Insights

Coveo For Sitecore VS Meta Fields

Discover how your meta tags might be conflicting with Sitecore fields and how to work around it

Conflicts Between Sitecore Data And The Actual Web Page

Coveo has two different methods of getting content to index. The newer one is the FetchPageContentProcessor, and the older on is the BasicHtmlContentInBodyProcessor.

Lots of older Coveo installations, for instance versions 4.0 and 4.1, use the older one. This one generates a bunch of html using the Sitecore fields in the page item and feeds that to the Coveo indexer. The newer one renders out the entire page as the browser sees it, and feeds that page to the indexer.

What Are The Implications?

The first implication is that the newer version calculates relevancy a lot better. Got accordions on your page that use their own data source items? Now Coveo can see them and feed that data into the relevancy calculator.

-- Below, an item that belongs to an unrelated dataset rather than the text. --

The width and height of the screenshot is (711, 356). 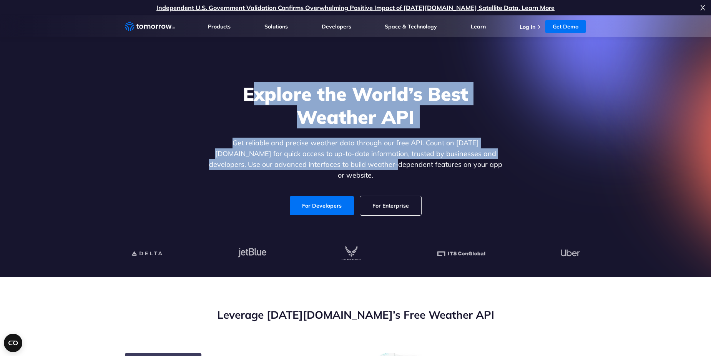 What do you see at coordinates (150, 27) in the screenshot?
I see `a: Home link` at bounding box center [150, 27].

Since so many Sitecore sites use a component based build for pages, this is in general a huge improvement.

The second implication is that, well, all of the page is now available to Coveo. This means things like the menu, footer, and other general content need to be excluded. Coveo makes that easy with their no-index comment syntax, so we won't cover that today.

That makes a new problem that's more subtle, however. Coveo can now see the <meta> tags. Great, you say? Well, yes, they are very useful for relevance and searching. But not so fast; they are commonly named things that conflict with Sitecore fields. Title, Description, and so on. See Search Result Title Selection for an example from Coveo.

Why Does That Matter And How Do We Work Around It?

Before, your search result titles said nice things like "Our Article To Improve Your Business" or "Five Amazing Tips". Now they say things like "Five Amazing Tips | My Awesome Company". While your company is awesome, you don't want to see that name thirty times on your search page. It doesn't help your users find what they want. What happened?

The title meta tag is overriding the "Title" field in your Sitecore item. Or possibly the Sitecore display name, if you were using that before. Since you likely have more than a few fields like this, I'm going to detail a generic method to apply this easily to many. The first thing you need is a basic text field to Coveo data converter, using a computed field. Various guard clauses in the code have been left out for brevity.

public class BasicTextField : IComputedIndexField
{
	public string FieldName { get; set; }
	public string ReturnType { get; set; }
	public string SourceField { get; set; }
	
	public BasicTextField(XmlNode configNode)
	: base()
	{ 
		this.FieldName = XmlUtil.GetAttribute("fieldName", configNode);
		this.ReturnType = XmlUtil.GetAttribute("returnType", configNode);
		this.SourceField = XmlUtil.GetAttribute("sourceField", configNode);
	}
	
	public object ComputeFieldValue(IIndexable indexable)
	{
		Item item = (Item)(indexable as SitecoreIndexableItem);
		String value = item[SourceField];

		if (!String.IsNullOrEmpty(value))
		{
			return (object)value;
		}

		return (object)null;
	}
}

This is adapted from here: Create a Computed Field with some additions to make configuration easier. This would go in whichever Foundation dll you are using to handle indexing or search. So that's the C# end of it. Now we need the actual configuration.

The first entry is for the FieldMap/Fieldnames section of your custom Coveo fields. I've named it ActualTitle since it will replace the Coveo-generated title. The second entry uses that code we just created and goes in the DocumentOptions/fields config section.

<fieldType fieldName="ActualTitle" isSortable="true" type="System.String" settingType="Coveo.Framework.Configuration.FieldConfiguration, Coveo.Framework" returnType="System.String" />

<field fieldName="ActualTitle" sourceField="Title">YourAwesomeCompany.Foundation.Indexing.BasicTextField,YourAwesomeCompany.Foundation.Indexing</field>

What Next?

Now you can make similar config entries for description, or any other field you need. No need to make more C# classes, do additional deploys, etc. Most importantly, now you don't have to go through all of your Sitecore content and change the field names. This means your other code stays as is, any special processing for meta tag fields is fine, and so on.

The only downside is that you do need to change your Coveo result templates to have "ActualTitle" or "ActualDescription" in them, but this is much easier than changing a whole bunch of Sitecore items.

We'll be cool about it. Promise.

Make every experience personal with a predictive, intelligent search and relevance solution.

Meet Ryan Allan

Senior Developer

⚙️💻👪

Ryan is a seasoned Senior Developer at Fishtank and is Sitecore Developer Certified. In a nutshell, he describes his role as "building extremely fancy websites". Ryan has a degree in Mechanical Engineering and previously worked on power plants and compressors, and now builds websites for the same company as a client! Outside of work, his interests are science + physics and spending time with his kids.